Magnets can only make one type of partnership (north attracted to south). DNA actually has two kinds of partnerships from four chemical bases. The bases are abbreviate T, A, G and C. T and A attract each other. G and C attract each other. If you make a string like this: -T-A-G-G-C-A-, the matching string will always look like this: -A-T-C-C-G-. That is, the strings stick to each other in this way:
-T-A-G-G-C-A-
-A-T-C-C-G-T-
Voilà! You have a small strand of DNA. This miniature DNA has 6 base pairs. The order of the base pairs describe the protein that this segment of DNA makes. The lower strand is kind of mirror of the upper strand. If you know what is on one strand you can always figure out the other strand. Thus, we now know a bunch of properties of DNA: 1) The sequence of base pairs describes how to make a protein, 2) DNA is strongly stuck to itself, 3) DNA keeps a mirror copy of itself available at all times, and 4) the length of the DNA can be measured by counting the number of base pairs. There is a lot more to learn about DNA, but this is enough to discuss gene size.

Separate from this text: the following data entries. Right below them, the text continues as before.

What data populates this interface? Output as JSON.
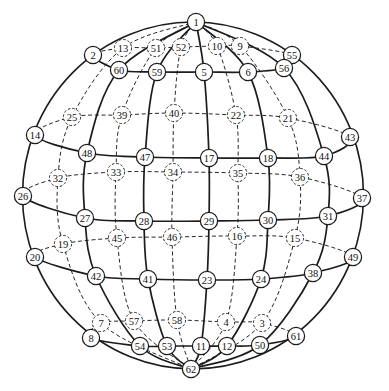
{
  "figure": {
    "type": "sphere-graph",
    "background": "#ffffff",
    "line_color": "#1c1c1c",
    "node_fill": "#ffffff",
    "outer_ellipse": {
      "cx": 193,
      "cy": 195.5,
      "rx": 170.5,
      "ry": 173.5
    },
    "north_pole": "1",
    "south_pole": "62",
    "nodes": [
      {
        "id": "1",
        "label": "1",
        "x": 196,
        "y": 22,
        "side": "front"
      },
      {
        "id": "2",
        "label": "2",
        "x": 93,
        "y": 55,
        "side": "front"
      },
      {
        "id": "3",
        "label": "3",
        "x": 262,
        "y": 323,
        "side": "back"
      },
      {
        "id": "4",
        "label": "4",
        "x": 226,
        "y": 322,
        "side": "back"
      },
      {
        "id": "5",
        "label": "5",
        "x": 204,
        "y": 72,
        "side": "front"
      },
      {
        "id": "6",
        "label": "6",
        "x": 248,
        "y": 72,
        "side": "front"
      },
      {
        "id": "7",
        "label": "7",
        "x": 101,
        "y": 323,
        "side": "back"
      },
      {
        "id": "8",
        "label": "8",
        "x": 91,
        "y": 338,
        "side": "front"
      },
      {
        "id": "9",
        "label": "9",
        "x": 240,
        "y": 46,
        "side": "back"
      },
      {
        "id": "10",
        "label": "10",
        "x": 217,
        "y": 46,
        "side": "back"
      },
      {
        "id": "11",
        "label": "11",
        "x": 201,
        "y": 346,
        "side": "front"
      },
      {
        "id": "12",
        "label": "12",
        "x": 227,
        "y": 346,
        "side": "front"
      },
      {
        "id": "13",
        "label": "13",
        "x": 123,
        "y": 48,
        "side": "back"
      },
      {
        "id": "14",
        "label": "14",
        "x": 35,
        "y": 135,
        "side": "front"
      },
      {
        "id": "15",
        "label": "15",
        "x": 295,
        "y": 238,
        "side": "back"
      },
      {
        "id": "16",
        "label": "16",
        "x": 237,
        "y": 236,
        "side": "back"
      },
      {
        "id": "17",
        "label": "17",
        "x": 209,
        "y": 158,
        "side": "front"
      },
      {
        "id": "18",
        "label": "18",
        "x": 268,
        "y": 158,
        "side": "front"
      },
      {
        "id": "19",
        "label": "19",
        "x": 63,
        "y": 244,
        "side": "back"
      },
      {
        "id": "20",
        "label": "20",
        "x": 35,
        "y": 257,
        "side": "front"
      },
      {
        "id": "21",
        "label": "21",
        "x": 288,
        "y": 118,
        "side": "back"
      },
      {
        "id": "22",
        "label": "22",
        "x": 236,
        "y": 115,
        "side": "back"
      },
      {
        "id": "23",
        "label": "23",
        "x": 207,
        "y": 280,
        "side": "front"
      },
      {
        "id": "24",
        "label": "24",
        "x": 261,
        "y": 279,
        "side": "front"
      },
      {
        "id": "25",
        "label": "25",
        "x": 72,
        "y": 117,
        "side": "back"
      },
      {
        "id": "26",
        "label": "26",
        "x": 23,
        "y": 196,
        "side": "front"
      },
      {
        "id": "27",
        "label": "27",
        "x": 85,
        "y": 218,
        "side": "front"
      },
      {
        "id": "28",
        "label": "28",
        "x": 144,
        "y": 221,
        "side": "front"
      },
      {
        "id": "29",
        "label": "29",
        "x": 209,
        "y": 221,
        "side": "front"
      },
      {
        "id": "30",
        "label": "30",
        "x": 268,
        "y": 220,
        "side": "front"
      },
      {
        "id": "31",
        "label": "31",
        "x": 328,
        "y": 216,
        "side": "front"
      },
      {
        "id": "32",
        "label": "32",
        "x": 58,
        "y": 178,
        "side": "back"
      },
      {
        "id": "33",
        "label": "33",
        "x": 116,
        "y": 172,
        "side": "back"
      },
      {
        "id": "34",
        "label": "34",
        "x": 173,
        "y": 172,
        "side": "back"
      },
      {
        "id": "35",
        "label": "35",
        "x": 238,
        "y": 173,
        "side": "back"
      },
      {
        "id": "36",
        "label": "36",
        "x": 300,
        "y": 177,
        "side": "back"
      },
      {
        "id": "37",
        "label": "37",
        "x": 362,
        "y": 198,
        "side": "front"
      },
      {
        "id": "38",
        "label": "38",
        "x": 313,
        "y": 273,
        "side": "front"
      },
      {
        "id": "39",
        "label": "39",
        "x": 122,
        "y": 115,
        "side": "back"
      },
      {
        "id": "40",
        "label": "40",
        "x": 174,
        "y": 113,
        "side": "back"
      },
      {
        "id": "41",
        "label": "41",
        "x": 148,
        "y": 279,
        "side": "front"
      },
      {
        "id": "42",
        "label": "42",
        "x": 96,
        "y": 276,
        "side": "front"
      },
      {
        "id": "43",
        "label": "43",
        "x": 350,
        "y": 137,
        "side": "front"
      },
      {
        "id": "44",
        "label": "44",
        "x": 324,
        "y": 156,
        "side": "front"
      },
      {
        "id": "45",
        "label": "45",
        "x": 117,
        "y": 238,
        "side": "back"
      },
      {
        "id": "46",
        "label": "46",
        "x": 172,
        "y": 237,
        "side": "back"
      },
      {
        "id": "47",
        "label": "47",
        "x": 145,
        "y": 157,
        "side": "front"
      },
      {
        "id": "48",
        "label": "48",
        "x": 87,
        "y": 153,
        "side": "front"
      },
      {
        "id": "49",
        "label": "49",
        "x": 353,
        "y": 257,
        "side": "front"
      },
      {
        "id": "50",
        "label": "50",
        "x": 260,
        "y": 345,
        "side": "front"
      },
      {
        "id": "51",
        "label": "51",
        "x": 156,
        "y": 48,
        "side": "back"
      },
      {
        "id": "52",
        "label": "52",
        "x": 181,
        "y": 47,
        "side": "back"
      },
      {
        "id": "53",
        "label": "53",
        "x": 167,
        "y": 346,
        "side": "front"
      },
      {
        "id": "54",
        "label": "54",
        "x": 140,
        "y": 346,
        "side": "front"
      },
      {
        "id": "55",
        "label": "55",
        "x": 292,
        "y": 55,
        "side": "front"
      },
      {
        "id": "56",
        "label": "56",
        "x": 284,
        "y": 68,
        "side": "front"
      },
      {
        "id": "57",
        "label": "57",
        "x": 134,
        "y": 321,
        "side": "back"
      },
      {
        "id": "58",
        "label": "58",
        "x": 177,
        "y": 320,
        "side": "back"
      },
      {
        "id": "59",
        "label": "59",
        "x": 157,
        "y": 72,
        "side": "front"
      },
      {
        "id": "60",
        "label": "60",
        "x": 119,
        "y": 70,
        "side": "front"
      },
      {
        "id": "61",
        "label": "61",
        "x": 296,
        "y": 336,
        "side": "front"
      },
      {
        "id": "62",
        "label": "62",
        "x": 191,
        "y": 369,
        "side": "front"
      }
    ],
    "rings": [
      {
        "loop": [
          "2",
          "60",
          "59",
          "5",
          "6",
          "56",
          "55",
          "9",
          "10",
          "52",
          "51",
          "13"
        ],
        "front_nodes": 7
      },
      {
        "loop": [
          "14",
          "48",
          "47",
          "17",
          "18",
          "44",
          "43",
          "21",
          "22",
          "40",
          "39",
          "25"
        ],
        "front_nodes": 7
      },
      {
        "loop": [
          "26",
          "27",
          "28",
          "29",
          "30",
          "31",
          "37",
          "36",
          "35",
          "34",
          "33",
          "32"
        ],
        "front_nodes": 7
      },
      {
        "loop": [
          "20",
          "42",
          "41",
          "23",
          "24",
          "38",
          "49",
          "15",
          "16",
          "46",
          "45",
          "19"
        ],
        "front_nodes": 7
      },
      {
        "loop": [
          "8",
          "54",
          "53",
          "11",
          "12",
          "50",
          "61",
          "3",
          "4",
          "58",
          "57",
          "7"
        ],
        "front_nodes": 7
      }
    ],
    "meridians_front": [
      [
        "1",
        "60",
        "48",
        "27",
        "42",
        "54",
        "62"
      ],
      [
        "1",
        "59",
        "47",
        "28",
        "41",
        "53",
        "62"
      ],
      [
        "1",
        "5",
        "17",
        "29",
        "23",
        "11",
        "62"
      ],
      [
        "1",
        "6",
        "18",
        "30",
        "24",
        "12",
        "62"
      ],
      [
        "1",
        "56",
        "44",
        "31",
        "38",
        "50",
        "62"
      ]
    ],
    "meridians_back": [
      [
        "1",
        "13",
        "25",
        "32",
        "19",
        "7",
        "62"
      ],
      [
        "1",
        "51",
        "39",
        "33",
        "45",
        "57",
        "62"
      ],
      [
        "1",
        "52",
        "40",
        "34",
        "46",
        "58",
        "62"
      ],
      [
        "1",
        "10",
        "22",
        "35",
        "16",
        "4",
        "62"
      ],
      [
        "1",
        "9",
        "21",
        "36",
        "15",
        "3",
        "62"
      ]
    ]
  }
}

Big genes are easier to find
In a previous posting I explained that 95% of all people with 22q13 deletion syndrome are missing at least 1 Mbase from their chromosome (see Understanding deletion size). 1 Mbase means 1,000,000 (1 million) base pairs along the two parallel strands of DNA. Genes are segments of the long strings, like chapters in a book. And, like many books, some chapters are long and some are short. There are 32 genes in the distal 1 Mbase of 22q13, many of which influence brain function. Chromosome deletion syndromes are inherently difficult to study because so many genes are involved. It is hard enough to study and understand the impact of losing a single gene. It is much harder to study and understand 22q13 deletion syndrome, where many genes are missing.
This problem with studying multiple genes is not unique to 22q13 deletion syndrome. It shows up in neuropsychiatric disorders like autism and schizophrenia, each of which have hundreds of associated “risk factor” genes. Autism, for example, results from various combinations of these many genes (see review by Gratten et al., 2014). Chromosomal deletions are known to operate in a similar way (see contiguous gene syndrome). Each missing gene weakens the normal operation of the brain. No one gene needs to be “dominant” for the combined loss to be devastating, especially when so many brain-related genes are missing at once.
Not everyone thinks of 22q13 deletion syndrome this way. Much of the current thinking about the genes lost in 22q13 deletion syndrome focuses on one or two genes that code for synaptic proteins. The term “synaptopathy” has been used a lot recently, but that word originates from the study of the inner ear where they are able to clearly demonstrate the relationship between synaptic function and hearing loss (Sergeyenko et al., 2013). The same does not hold true for 22q13 deletion syndrome. Synapses are involved, but the synapse may not be the primary site of dysfunction (see Is 22q13 deletion syndrome a ciliopathy?). For many years no one thought primary cilia were important. Now, ciliopathies are a recognized type of brain dysfunction despite the fact that synapses are also involved. Science often goes off in a wrong direction; it is part of the process.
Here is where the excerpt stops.